"Rails is omakase." DHH's classic 2012 blog post is still great reading in 2025. Here's a quote from the article that sums up his main point:
"A team of chefs picked out the ingredients, designed the APIs, and arranged the order of consumption on your behalf according to their idea of what would make for a tasty full-stack framework."
Right! And we have all benefitted enormously from the Rails core team sharing those tastes with the rest of us. The ingredients and API design decisions he's referring to fit the shape of a great deal of the web applications we might want to build. Just as we trust the omakase chef to serve a great unagi and sake pairing, we lean on the years of industry experience baked into Rails to build web applications with fewer resources.
If Rails and the Rails philosophy are omakase, the front-end world is the opposite: "okonomi," meaning "choosing what to order." Rather than picking a set of technologies, smart defaults, and conventions on your behalf, most front-end frameworks and tools expect the developer to cobble together a bunch of tools that were not necessarily designed to work with one another. The decision points are endless: Typescript or Javascript? Vite, webpack, or importmaps? SASS or Less? PostCSS or dart-sass? Tailwind, Bootstrap, or Bulma? BEM, SMACSS, OOCSS, CUBE, or HECS? Maybe CSS modules? And what about React, Vue, Angular, Svelte, or HTMX? The list goes on and on.
In my opinion, Rails needs an omakase front-end. We need a set of strong front-end opinions like we have on the back-end. This talk is an attempt at expressing my opinions around the front-end.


• _Work task_
Transcribe the entries that come next exactly, but not the pictures they contain.

• _Supplied records_
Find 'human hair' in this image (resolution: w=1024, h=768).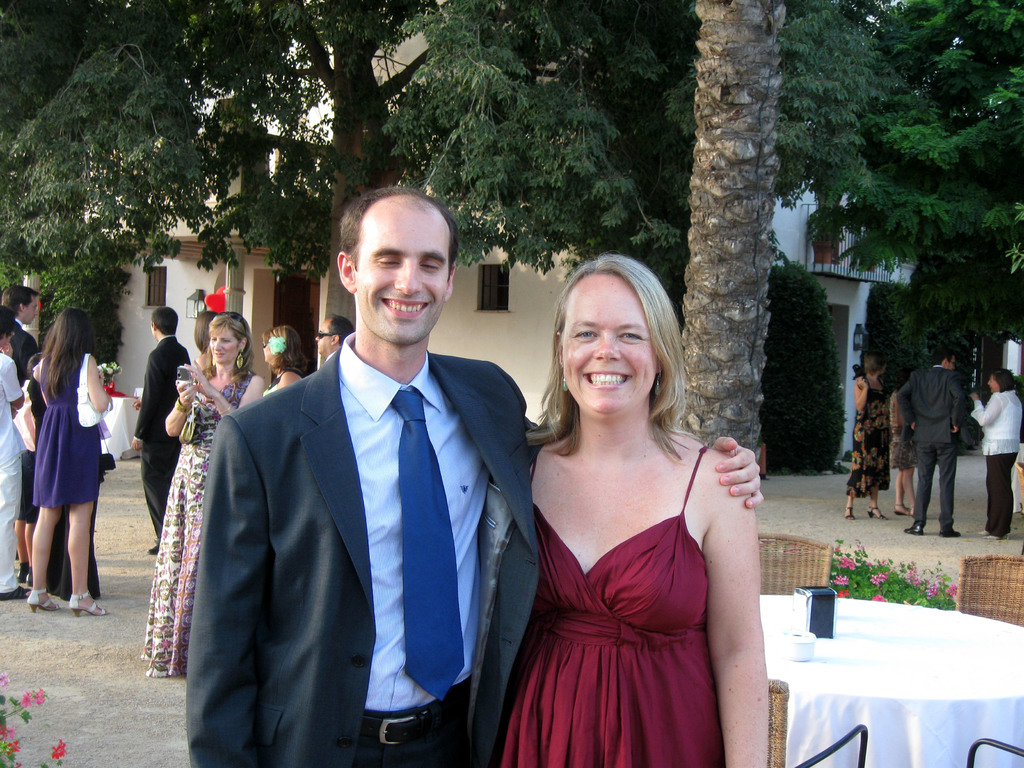
[x1=540, y1=264, x2=694, y2=477].
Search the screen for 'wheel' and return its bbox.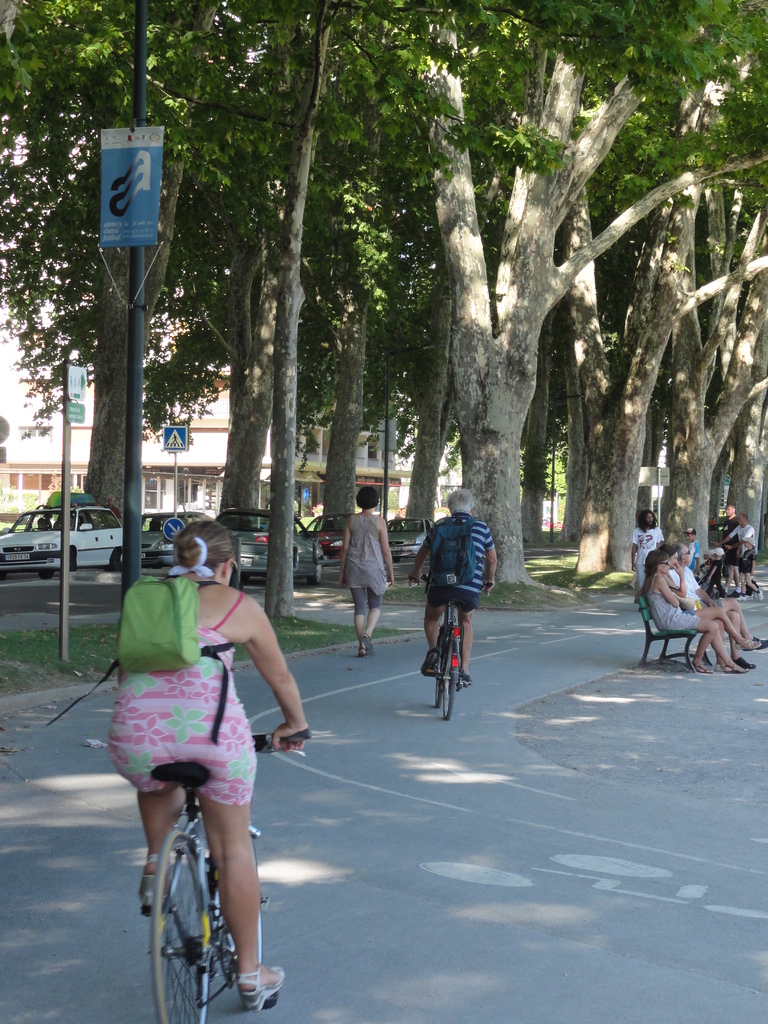
Found: 0:571:7:580.
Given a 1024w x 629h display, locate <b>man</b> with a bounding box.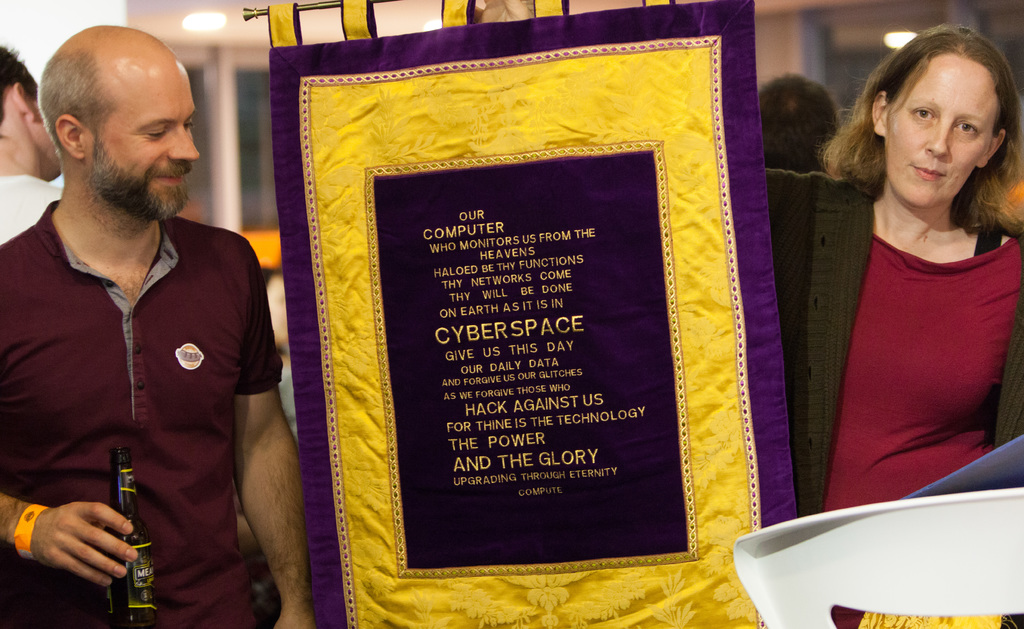
Located: [3,17,288,628].
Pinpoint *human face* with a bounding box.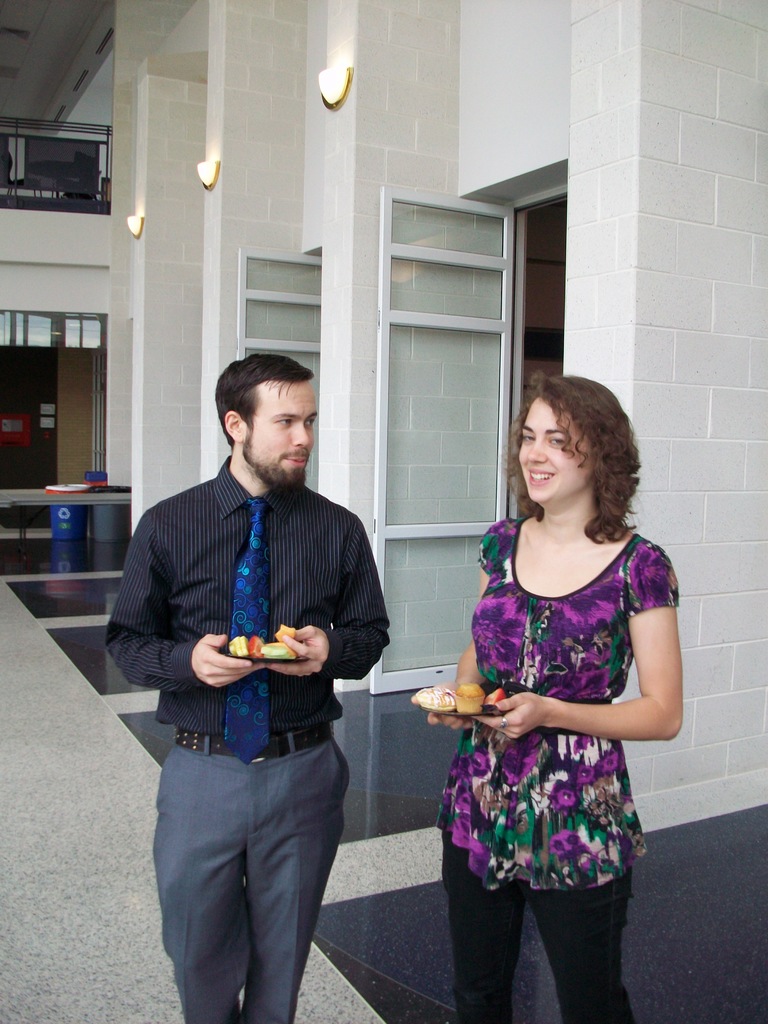
<region>518, 400, 596, 503</region>.
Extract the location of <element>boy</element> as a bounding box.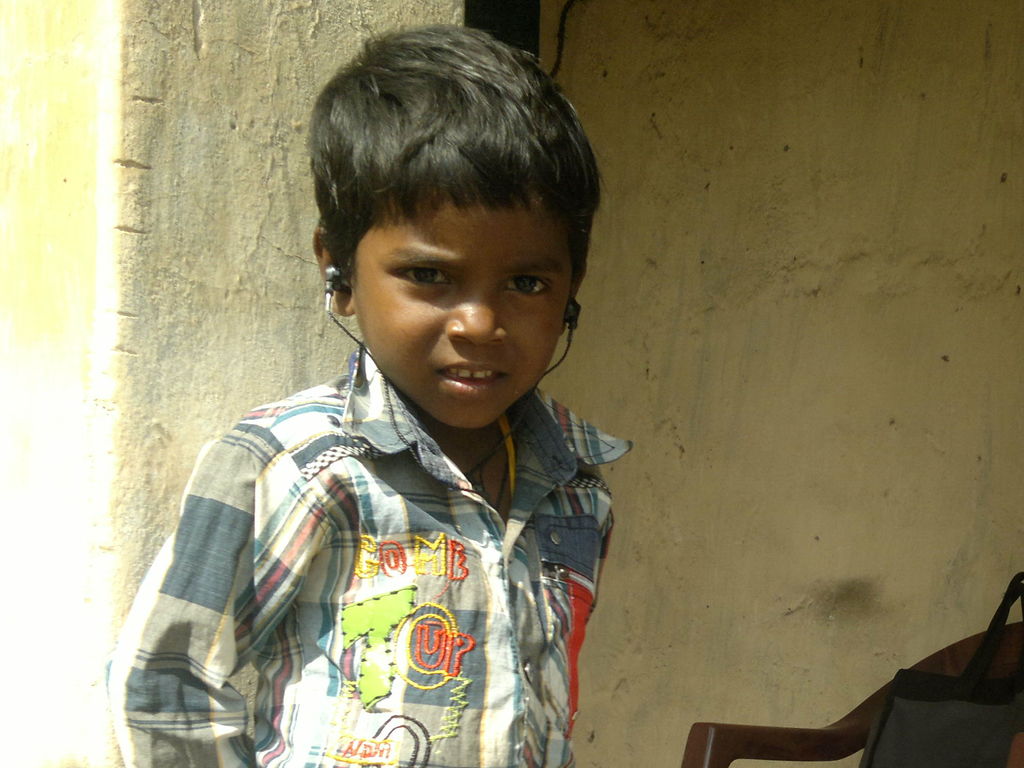
locate(97, 17, 638, 767).
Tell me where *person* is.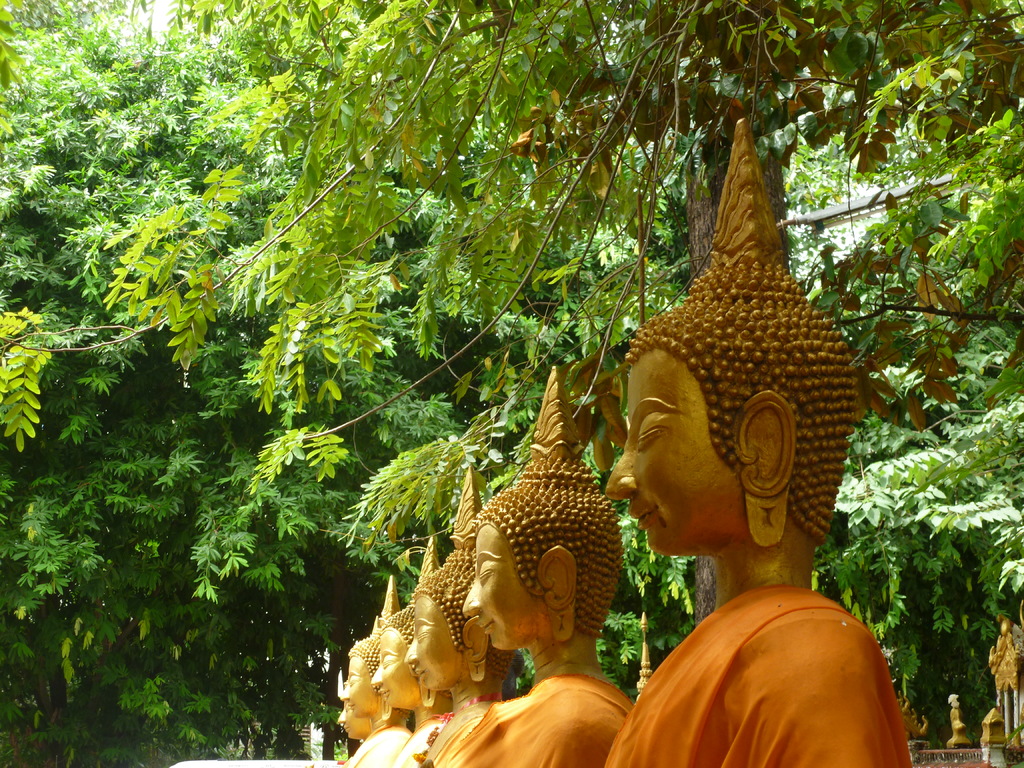
*person* is at 453/362/639/767.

• _Exercise solution_
Find 'human hair' in this image (resolution: w=1024, h=768).
[x1=540, y1=264, x2=694, y2=477].
Search the screen for 'wheel' and return its bbox.
Found: 0:571:7:580.
Given a 1024w x 629h display, locate <b>man</b> with a bounding box.
Located: [3,17,288,628].
Pinpoint *human face* with a bounding box.
<region>518, 400, 596, 503</region>.
Extract the location of <element>boy</element> as a bounding box.
locate(97, 17, 638, 767).
Tell me where *person* is.
*person* is at 453/362/639/767.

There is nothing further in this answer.